Urine Formation by the Malpighian Tubules of Calliphora : I. Cations

M. J. BERRIDGE 1

1 Department of Biology, University of Virginia, Charlottesville, Virginia, and Developmental Biology Center, Western Reserve University, Cleveland, Ohio; Department of Biology, Western Reserve University, Cleveland, Ohio 44106, U.S.A.

1. Rate of urine formation is very sensitive to potassium concentration.

2. Potassium is concentrated in the urine by a mechanism which is independent of other monovalent cations. Rubidium, caesium and sodium are also capable of maintaining a flow of urine. At low external potassium concentrations, sodium stimulates potassium secretion.

3. Rate of urine secretion is stimulated by low osmotic pressures; the osmotic pressure of urine was slightly hypertonic throughout the range of external osmotic pressure employed. Addition of sucrose depresses rate of urine secretion; the potassium concentration of the urine increased by 1 mM/l. for each 2 mM/l. of sucrose added to the bathing medium.

4. Urine formation is insensitive to sulphanilamide, acetazolamide, ouabain and a wide variation of pH.

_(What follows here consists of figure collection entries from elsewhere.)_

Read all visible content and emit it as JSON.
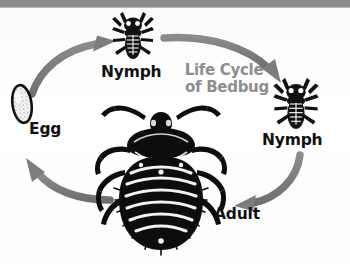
{
  "diagram": {
    "title_line1": "Life Cycle",
    "title_line2": "of Bedbug",
    "title_color": "#8e8e8e",
    "arrow_color": "#808080",
    "ink_color": "#0d0d0d",
    "background_color": "#fdfdfd",
    "top_band_color": "#8c8c8c",
    "stages": [
      {
        "id": "egg",
        "label": "Egg",
        "icon": "bedbug-egg-icon"
      },
      {
        "id": "nymph-top",
        "label": "Nymph",
        "icon": "bedbug-nymph-icon"
      },
      {
        "id": "nymph-right",
        "label": "Nymph",
        "icon": "bedbug-nymph-icon"
      },
      {
        "id": "adult",
        "label": "Adult",
        "icon": "bedbug-adult-icon"
      }
    ],
    "arrows": [
      {
        "id": "egg-to-nymph-top",
        "from": "egg",
        "to": "nymph-top",
        "icon": "curved-arrow-icon"
      },
      {
        "id": "nymph-top-to-nymph-right",
        "from": "nymph-top",
        "to": "nymph-right",
        "icon": "curved-arrow-icon"
      },
      {
        "id": "nymph-right-to-adult",
        "from": "nymph-right",
        "to": "adult",
        "icon": "curved-arrow-icon"
      },
      {
        "id": "adult-to-egg",
        "from": "adult",
        "to": "egg",
        "icon": "curved-arrow-icon"
      }
    ]
  }
}
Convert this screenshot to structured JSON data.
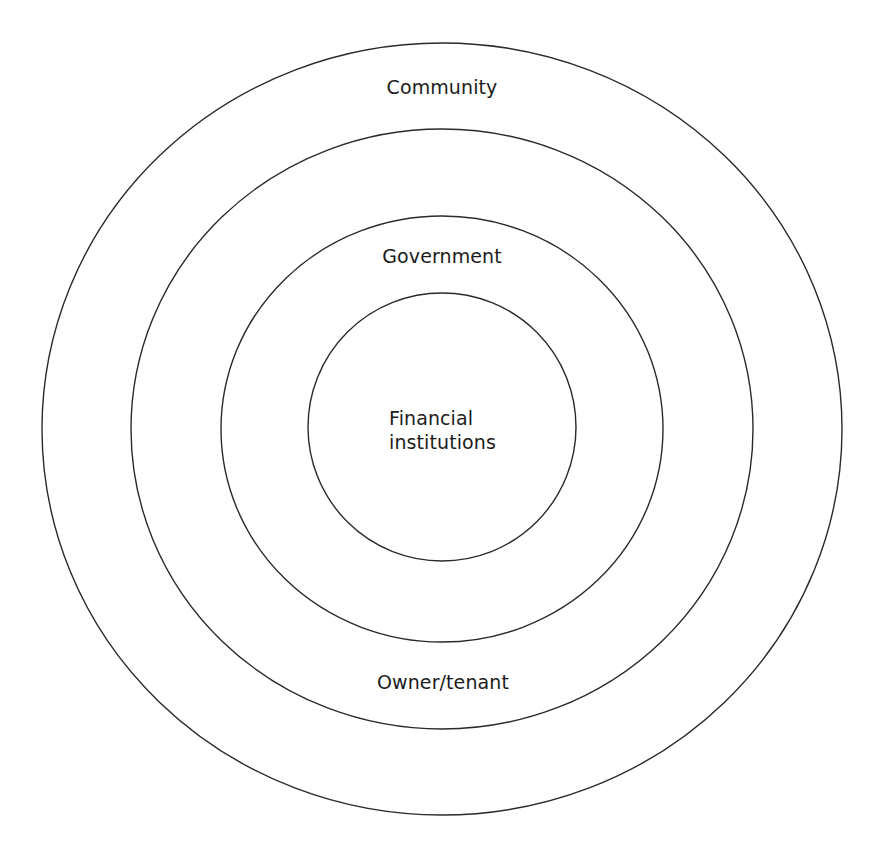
{
  "diagram": {
    "type": "concentric-rings",
    "center": {
      "x": 442,
      "y": 429
    },
    "rings": [
      {
        "name": "Community",
        "rx": 400,
        "ry": 386
      },
      {
        "name": "Owner/tenant",
        "rx": 311,
        "ry": 300
      },
      {
        "name": "Government",
        "rx": 221,
        "ry": 213
      },
      {
        "name": "Financial institutions",
        "rx": 134,
        "ry": 134
      }
    ],
    "stroke_color": "#2a2a2a",
    "background_color": "#ffffff"
  },
  "labels": {
    "community": "Community",
    "government": "Government",
    "owner_tenant": "Owner/tenant",
    "financial_line1": "Financial",
    "financial_line2": "institutions"
  }
}
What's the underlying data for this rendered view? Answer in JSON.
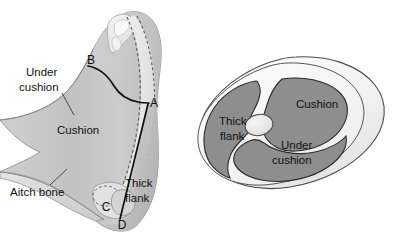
{
  "figure": {
    "background_color": "#ffffff",
    "panels": [
      "side-view",
      "cross-section"
    ]
  },
  "colors": {
    "flesh_mid": "#c4c4c4",
    "flesh_light": "#dcdcdc",
    "flesh_lighter": "#e9e9e9",
    "bone_light": "#efefef",
    "muscle_gray": "#8e8e8e",
    "muscle_outline": "#2b2b2b",
    "rim_white": "#fbfbfb",
    "rim_shadow": "#e4e4e4",
    "line_dark": "#111111",
    "leader_line": "#3a3a3a",
    "dash_line": "#5e5e5e"
  },
  "side_view": {
    "name": "side-view-panel",
    "labels": {
      "under_cushion": "Under\ncushion",
      "under_cushion_line1": "Under",
      "under_cushion_line2": "cushion",
      "cushion": "Cushion",
      "aitch_bone": "Aitch bone",
      "thick_flank_line1": "Thick",
      "thick_flank_line2": "flank"
    },
    "points": [
      {
        "id": "A",
        "label": "A",
        "x": 147,
        "y": 103
      },
      {
        "id": "B",
        "label": "B",
        "x": 92,
        "y": 62
      },
      {
        "id": "C",
        "label": "C",
        "x": 107,
        "y": 207
      },
      {
        "id": "D",
        "label": "D",
        "x": 122,
        "y": 224
      }
    ],
    "cut_lines": [
      {
        "name": "cut-b-to-a",
        "from": "B",
        "to": "A"
      },
      {
        "name": "cut-a-to-d",
        "from": "A",
        "to": "D"
      }
    ]
  },
  "cross_section": {
    "name": "cross-section-panel",
    "muscles": [
      {
        "id": "cushion",
        "label": "Cushion",
        "label_x": 321,
        "label_y": 105
      },
      {
        "id": "under-cushion",
        "label_line1": "Under",
        "label_line2": "cushion",
        "label_x": 311,
        "label_y": 147
      },
      {
        "id": "thick-flank",
        "label_line1": "Thick",
        "label_line2": "flank",
        "label_x": 241,
        "label_y": 127
      }
    ],
    "bone": {
      "id": "center-bone",
      "name": "femur-cross-section"
    }
  }
}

5. These observations are discussed in relation to the hypothesis that potassium secretion takes place across both surfaces of the cell. The pump on the basal surface may be a coupled sodium-potassium pump, whereas that on the apical surface may be electrogenic.

6. Microvilli at the apical surface or channels formed by a complex infolding of the basal plasma membrane may represent structural devices by which standing osmotic gradients can be established during solute-linked water transport across the cells of Malpighian tubules.